The novelist Alice Hoffman once observed that books “may well be the only true magic.”
I’ve long observed that you can learn a lot about people by looking at their bookshelves. Some might say this is because books are a reflection of us, and this is partly true; but books also shape who we are. They have the power to lead us to truth or conceal it from us.
1. Atlas Shrugged, by Ayn Rand (1957)
“Atlas Shrugged” is one of the most influential books ever written—it has sold more than 10 million copies worldwide—and for good reason.Rand’s magnum opus is a visionary work of art that details the struggle of the individual against collectivist forces seeking to control and rob him—all in the name of a greater good. Part mystery, part romance, and part polemic, “Atlas Shrugged” tears down the curtain hiding the wizards who control society in the name of fairness.
2. Meditations (A.D. 161–180), by Marcus Aurelius
A friend bought me a copy of “Meditations” when I was in college, and it’s been one of the books that has remained near my bedside over the years. Written by one of the few great Emperors of Rome—Marcus Aurelius (A.D. 121–180)—“Meditations” is more like a series of philosophical reflections than an organized book. But its insights are beautiful and powerful, and it’s perhaps the single greatest work of Stoic philosophy ever written.“Meditations” is a fountain of reason that will teach you how to control your mind, and through that your habits and actions. Written at a time when the greatest civilization of antiquity was collapsing, it’s essentially a road map for self-control and self-improvement that will teach you individual progress is still achievable in a crumbling world.
3. 1984 (1948) by George Orwell
“Nineteen Eighty-Four” is perhaps the most terrifying book on this list—largely because George Orwell saw the future so well. Dubbed “the definitive book of the 20th century,” his masterpiece depicts a totalitarian future where people are constantly surveilled, manipulated, lied to, and sometimes tortured. While Big Brother’s totalitarian tendencies and surveillance techniques speak a clear warning and remain highly relevant today, Orwell’s most impressive literary insight was how postmodern philosophy combined with state power and mass propaganda would torture not just people, but truth itself.4. Basic Economics (2000), by Thomas Sowell
Thomas Sowell’s bestselling work “Basic Economics” is arguably the best introductory economics book ever written. It’s packed with history that shows the power of incentives—good and bad—and the danger of focusing on the intention of public policies rather than their results.5. Brave New World (1932), by Aldous Huxley
Aldous Huxley’s terrifying work “Brave New World” is one of the few books that some argue is more prophetic than Orwell’s masterpiece. Imagine a world where a small group of central planners engineer a drugged-out society and use education as a means of conditioning pupils with class consciousness to control everyone.That’s basically the setting of “Brave New World.” Huxley’s dystopia is more seductive than Orwell’s, which is what makes it more real in some ways. The English writer understood that humanity would come to love the chains it wore, especially in the presence of opulence, sex, and drugs.
Huxley believed the world’s governments would slowly but surely grow more totalitarian, and the only thing that could prevent this was a “large-scale popular movement toward decentralization.”
6. The Road to Serfdom, by F.A. Hayek (1944)
Nobel Prize-winning economist F.A. Hayek’s most popular and influential book, “The Road to Serfdom” was written and published during the height of World War II, in response to the global rise of fascism and socialism. Hayek saw that most Western governments in the world, including the United States, were making a grave error as they sought to control ever more private activity.“We have progressively abandoned that freedom in economic affairs without which personal and political freedom has never existed in the past,” he wrote.
An honest, meticulous, and unapologetic defense of laissez-faire capitalism and classical liberalism, Hayek pulled no punches, pointing out that the “increasing veneration for the state, the admiration of power, and of bigness for bigness’ sake” was scarcely different in countries such as England than it was in Nazi Germany.
Few books will help readers better understand that fascism wasn’t actually defeated in 1945, but lives on today in various incarnations.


About this exercise: For this exercise, copy out each line of the material below that includes "description".

Data to process:
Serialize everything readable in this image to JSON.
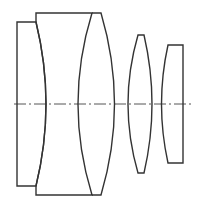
{
  "diagram": {
    "type": "optical-lens-cross-section",
    "stroke_color": "#333333",
    "axis_color": "#555555",
    "background": "#ffffff",
    "elements": [
      {
        "name": "cemented-doublet-front",
        "description": "plano / concave front element cemented with meniscus"
      },
      {
        "name": "meniscus-element",
        "description": "thick element with concave front and convex rear"
      },
      {
        "name": "biconvex-element",
        "description": "thin biconvex lens"
      },
      {
        "name": "plano-convex-element",
        "description": "plano-convex rear lens"
      }
    ],
    "optical_axis": {
      "style": "dash-dot",
      "y": 104
    }
  }
}
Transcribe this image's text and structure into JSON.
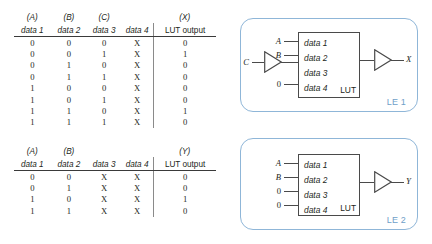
{
  "tables": [
    {
      "id": "lut-x",
      "signal_headers": [
        "(A)",
        "(B)",
        "(C)",
        "",
        "(X)"
      ],
      "column_headers": [
        "data 1",
        "data 2",
        "data 3",
        "data 4",
        "LUT output"
      ],
      "rows": [
        [
          "0",
          "0",
          "0",
          "X",
          "0"
        ],
        [
          "0",
          "0",
          "1",
          "X",
          "1"
        ],
        [
          "0",
          "1",
          "0",
          "X",
          "0"
        ],
        [
          "0",
          "1",
          "1",
          "X",
          "0"
        ],
        [
          "1",
          "0",
          "0",
          "X",
          "0"
        ],
        [
          "1",
          "0",
          "1",
          "X",
          "0"
        ],
        [
          "1",
          "1",
          "0",
          "X",
          "1"
        ],
        [
          "1",
          "1",
          "1",
          "X",
          "0"
        ]
      ]
    },
    {
      "id": "lut-y",
      "signal_headers": [
        "(A)",
        "(B)",
        "",
        "",
        "(Y)"
      ],
      "column_headers": [
        "data 1",
        "data 2",
        "data 3",
        "data 4",
        "LUT output"
      ],
      "rows": [
        [
          "0",
          "0",
          "X",
          "X",
          "0"
        ],
        [
          "0",
          "1",
          "X",
          "X",
          "0"
        ],
        [
          "1",
          "0",
          "X",
          "X",
          "1"
        ],
        [
          "1",
          "1",
          "X",
          "X",
          "0"
        ]
      ]
    }
  ],
  "logic_elements": [
    {
      "id": "le1",
      "label": "LE 1",
      "lut_label": "LUT",
      "lut_inputs": [
        "data 1",
        "data 2",
        "data 3",
        "data 4"
      ],
      "pin_labels": [
        "A",
        "B",
        "",
        "0"
      ],
      "gate_input_label": "C",
      "output_label": "X"
    },
    {
      "id": "le2",
      "label": "LE 2",
      "lut_label": "LUT",
      "lut_inputs": [
        "data 1",
        "data 2",
        "data 3",
        "data 4"
      ],
      "pin_labels": [
        "A",
        "B",
        "0",
        "0"
      ],
      "gate_input_label": "",
      "output_label": "Y"
    }
  ],
  "colors": {
    "panel_border": "#8fb6d8",
    "panel_label": "#6fa0c8",
    "line": "#4a4a4a",
    "text": "#231f20",
    "divider": "#8a8a8a"
  }
}
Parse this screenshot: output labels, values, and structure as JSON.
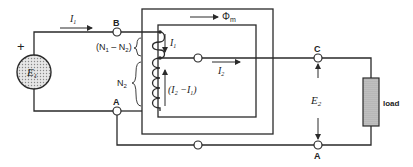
{
  "diagram": {
    "type": "autotransformer-circuit",
    "source": {
      "label": "E",
      "subscript": "1",
      "polarity": "+"
    },
    "currents": {
      "input": {
        "label": "I",
        "subscript": "1"
      },
      "tap_down": {
        "label": "I",
        "subscript": "1"
      },
      "output": {
        "label": "I",
        "subscript": "2"
      },
      "common": {
        "text": "(I",
        "sub1": "2",
        "mid": " −I",
        "sub2": "1",
        "end": ")"
      }
    },
    "flux": {
      "label": "Φ",
      "subscript": "m"
    },
    "windings": {
      "series": {
        "text": "(N",
        "sub1": "1",
        "mid": " – N",
        "sub2": "2",
        "end": ")"
      },
      "common": {
        "label": "N",
        "subscript": "2"
      }
    },
    "nodes": {
      "B": "B",
      "A_left": "A",
      "C": "C",
      "A_right": "A"
    },
    "output_voltage": {
      "label": "E",
      "subscript": "2"
    },
    "load": {
      "label": "load"
    },
    "colors": {
      "line": "#2a2a2a",
      "source_fill": "#d8d8d8",
      "load_fill": "#bdbdbd"
    }
  }
}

The completed task:
        "description": "plano / concave front element cemented with meniscus"
        "description": "thick element with concave front and convex rear"
        "description": "thin biconvex lens"
        "description": "plano-convex rear lens"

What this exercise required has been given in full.